John in CR
100 TW
Like many, I've had it with blown controllers while shooting for higher power. I can't rewind my motors for 6 or 9 phases and simply use 2 or 3 controllers, because the darn stator slot count is wrong and are 3 times a prime number, so it's either 3 phase or that prime number of controllers with one slot per phase and that probably would put the resistance too low anyway.
What about splitting the winding terminations into their separate strands, and then separate them into 2 electrically isolated groups to run 2 controllers? That doubles the winding resistance each controller sees, which I think is a good thing, but doesn't also cut the BEMF by half? My biggest worry is about the resulting parallel coils that are intertwined. Will those coils interfere with each other?
I have a motor with dual halls already installed, but the halls are on slightly different timing, one for torque and one for speed. Wouldn't that really make a mess with coils so parallel?
What do you think, potentially a good idea and worth the risk of messing up a perfectly good motor, or bad idea because the controllers will wig out?
If it has potential, I have another candidate, a dual tap x408-4011. If I separated the windings at the tap and ran them both at the same time with 2 controllers, one would be running 8 turn windings and the other 3 turn, which might be interesting. This is way different than the route discussed above, where the controllers run on identical count windings, just lower strand count copper for each.
John
What about splitting the winding terminations into their separate strands, and then separate them into 2 electrically isolated groups to run 2 controllers? That doubles the winding resistance each controller sees, which I think is a good thing, but doesn't also cut the BEMF by half? My biggest worry is about the resulting parallel coils that are intertwined. Will those coils interfere with each other?
I have a motor with dual halls already installed, but the halls are on slightly different timing, one for torque and one for speed. Wouldn't that really make a mess with coils so parallel?
What do you think, potentially a good idea and worth the risk of messing up a perfectly good motor, or bad idea because the controllers will wig out?
If it has potential, I have another candidate, a dual tap x408-4011. If I separated the windings at the tap and ran them both at the same time with 2 controllers, one would be running 8 turn windings and the other 3 turn, which might be interesting. This is way different than the route discussed above, where the controllers run on identical count windings, just lower strand count copper for each.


What to work on >> Look at every line of the material below and tally those containing "pixels". Reply with the total alone.

Provided records >>
===============

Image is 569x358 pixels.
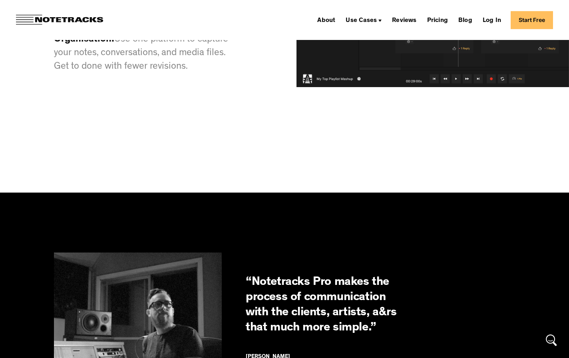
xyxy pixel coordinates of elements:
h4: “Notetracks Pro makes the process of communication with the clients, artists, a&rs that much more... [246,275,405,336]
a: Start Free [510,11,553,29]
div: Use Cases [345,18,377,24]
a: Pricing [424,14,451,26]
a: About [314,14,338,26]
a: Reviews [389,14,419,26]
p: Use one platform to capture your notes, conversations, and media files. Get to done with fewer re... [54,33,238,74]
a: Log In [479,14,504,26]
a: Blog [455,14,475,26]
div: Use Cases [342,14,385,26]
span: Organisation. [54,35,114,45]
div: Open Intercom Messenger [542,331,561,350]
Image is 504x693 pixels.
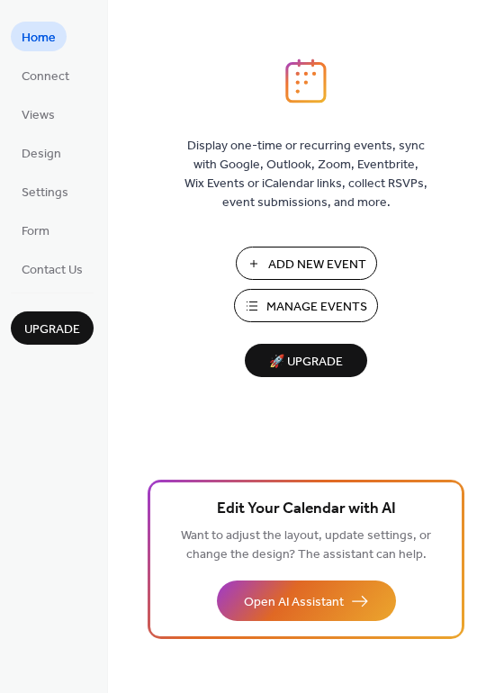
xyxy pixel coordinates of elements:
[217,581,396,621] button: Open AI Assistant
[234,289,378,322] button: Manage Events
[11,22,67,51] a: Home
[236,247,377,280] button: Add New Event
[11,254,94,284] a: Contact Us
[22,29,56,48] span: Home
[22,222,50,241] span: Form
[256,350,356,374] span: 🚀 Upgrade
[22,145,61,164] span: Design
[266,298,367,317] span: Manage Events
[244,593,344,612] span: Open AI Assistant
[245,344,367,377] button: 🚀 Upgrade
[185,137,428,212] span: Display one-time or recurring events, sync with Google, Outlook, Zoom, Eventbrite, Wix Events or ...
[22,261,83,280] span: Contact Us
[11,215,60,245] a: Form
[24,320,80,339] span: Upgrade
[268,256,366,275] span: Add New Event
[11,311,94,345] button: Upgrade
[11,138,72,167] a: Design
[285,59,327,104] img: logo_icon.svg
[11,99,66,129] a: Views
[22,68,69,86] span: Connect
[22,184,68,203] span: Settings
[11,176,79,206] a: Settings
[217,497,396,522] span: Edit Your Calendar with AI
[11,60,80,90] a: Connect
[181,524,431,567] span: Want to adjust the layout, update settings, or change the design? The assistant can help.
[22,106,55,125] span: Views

===============

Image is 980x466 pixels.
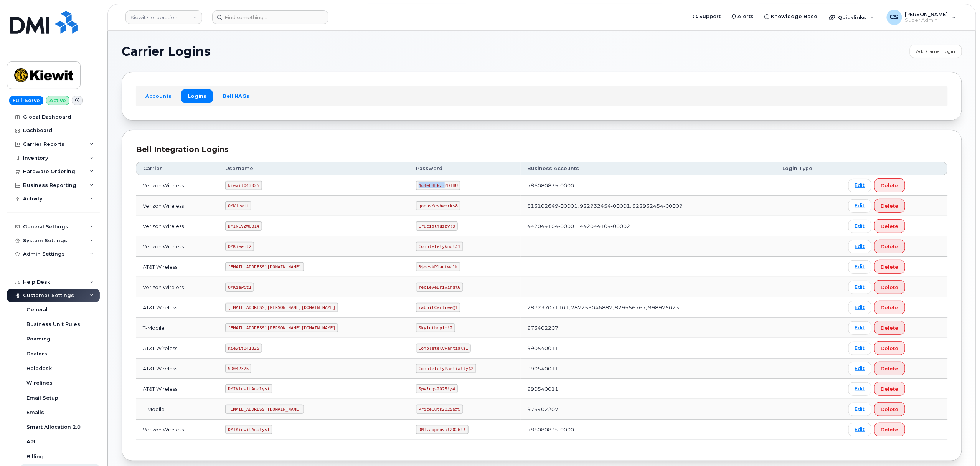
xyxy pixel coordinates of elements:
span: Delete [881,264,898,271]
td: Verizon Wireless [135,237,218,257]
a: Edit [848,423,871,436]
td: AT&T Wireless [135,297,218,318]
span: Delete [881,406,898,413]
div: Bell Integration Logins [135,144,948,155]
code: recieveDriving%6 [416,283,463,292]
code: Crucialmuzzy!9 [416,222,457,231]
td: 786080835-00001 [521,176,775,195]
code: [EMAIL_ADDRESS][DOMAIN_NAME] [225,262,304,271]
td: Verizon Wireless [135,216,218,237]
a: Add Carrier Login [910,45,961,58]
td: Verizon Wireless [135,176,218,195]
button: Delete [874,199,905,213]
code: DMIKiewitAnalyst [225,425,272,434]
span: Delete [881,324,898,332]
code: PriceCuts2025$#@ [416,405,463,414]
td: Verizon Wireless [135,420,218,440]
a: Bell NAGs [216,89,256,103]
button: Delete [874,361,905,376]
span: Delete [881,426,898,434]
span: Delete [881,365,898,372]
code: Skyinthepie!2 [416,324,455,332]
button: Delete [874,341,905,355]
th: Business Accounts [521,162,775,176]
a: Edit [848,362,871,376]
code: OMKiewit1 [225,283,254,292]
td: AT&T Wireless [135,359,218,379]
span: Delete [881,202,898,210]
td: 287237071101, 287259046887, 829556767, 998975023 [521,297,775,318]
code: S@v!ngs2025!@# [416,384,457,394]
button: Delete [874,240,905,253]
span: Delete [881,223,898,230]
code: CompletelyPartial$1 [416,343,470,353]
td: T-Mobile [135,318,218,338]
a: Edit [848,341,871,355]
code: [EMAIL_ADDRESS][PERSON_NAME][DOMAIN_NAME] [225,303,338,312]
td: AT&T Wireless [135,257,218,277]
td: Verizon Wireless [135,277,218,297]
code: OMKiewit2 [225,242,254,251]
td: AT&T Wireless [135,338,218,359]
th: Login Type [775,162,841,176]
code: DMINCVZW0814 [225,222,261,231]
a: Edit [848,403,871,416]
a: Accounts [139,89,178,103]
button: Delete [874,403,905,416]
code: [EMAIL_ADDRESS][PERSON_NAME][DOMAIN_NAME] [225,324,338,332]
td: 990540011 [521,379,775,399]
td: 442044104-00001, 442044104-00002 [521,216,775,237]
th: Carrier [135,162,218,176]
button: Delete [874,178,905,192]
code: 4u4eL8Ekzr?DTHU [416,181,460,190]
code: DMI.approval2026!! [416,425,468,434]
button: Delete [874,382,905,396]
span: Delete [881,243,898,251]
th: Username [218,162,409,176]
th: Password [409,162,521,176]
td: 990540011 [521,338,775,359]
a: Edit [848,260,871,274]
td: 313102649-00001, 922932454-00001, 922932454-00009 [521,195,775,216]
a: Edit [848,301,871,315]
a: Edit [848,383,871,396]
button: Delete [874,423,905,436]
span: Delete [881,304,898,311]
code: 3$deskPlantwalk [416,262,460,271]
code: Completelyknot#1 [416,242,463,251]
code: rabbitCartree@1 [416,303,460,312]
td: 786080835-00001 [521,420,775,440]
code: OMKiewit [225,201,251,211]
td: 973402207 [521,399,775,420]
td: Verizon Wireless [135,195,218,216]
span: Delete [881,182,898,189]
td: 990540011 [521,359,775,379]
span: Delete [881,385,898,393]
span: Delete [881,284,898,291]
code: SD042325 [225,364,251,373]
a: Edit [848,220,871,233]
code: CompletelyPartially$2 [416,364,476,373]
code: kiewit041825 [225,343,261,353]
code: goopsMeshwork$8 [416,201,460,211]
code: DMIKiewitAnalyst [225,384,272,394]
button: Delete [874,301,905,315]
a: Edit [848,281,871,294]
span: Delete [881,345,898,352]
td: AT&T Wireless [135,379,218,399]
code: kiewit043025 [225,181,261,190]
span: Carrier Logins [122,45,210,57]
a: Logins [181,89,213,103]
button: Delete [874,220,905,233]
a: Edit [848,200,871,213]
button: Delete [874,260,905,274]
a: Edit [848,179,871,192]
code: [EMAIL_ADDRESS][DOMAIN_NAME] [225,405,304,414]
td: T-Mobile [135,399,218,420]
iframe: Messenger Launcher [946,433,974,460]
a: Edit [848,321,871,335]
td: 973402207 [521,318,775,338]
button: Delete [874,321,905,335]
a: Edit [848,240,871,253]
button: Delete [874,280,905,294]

===============

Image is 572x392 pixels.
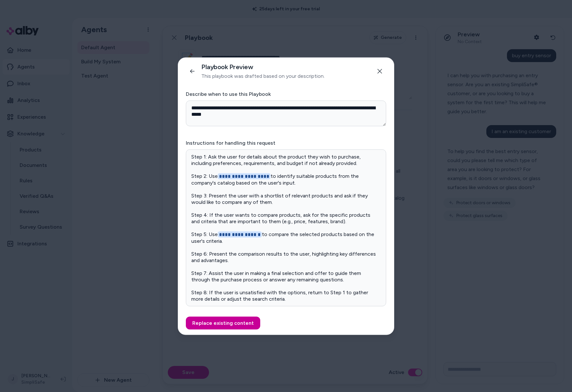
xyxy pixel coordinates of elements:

===============

Answer to this task >> 4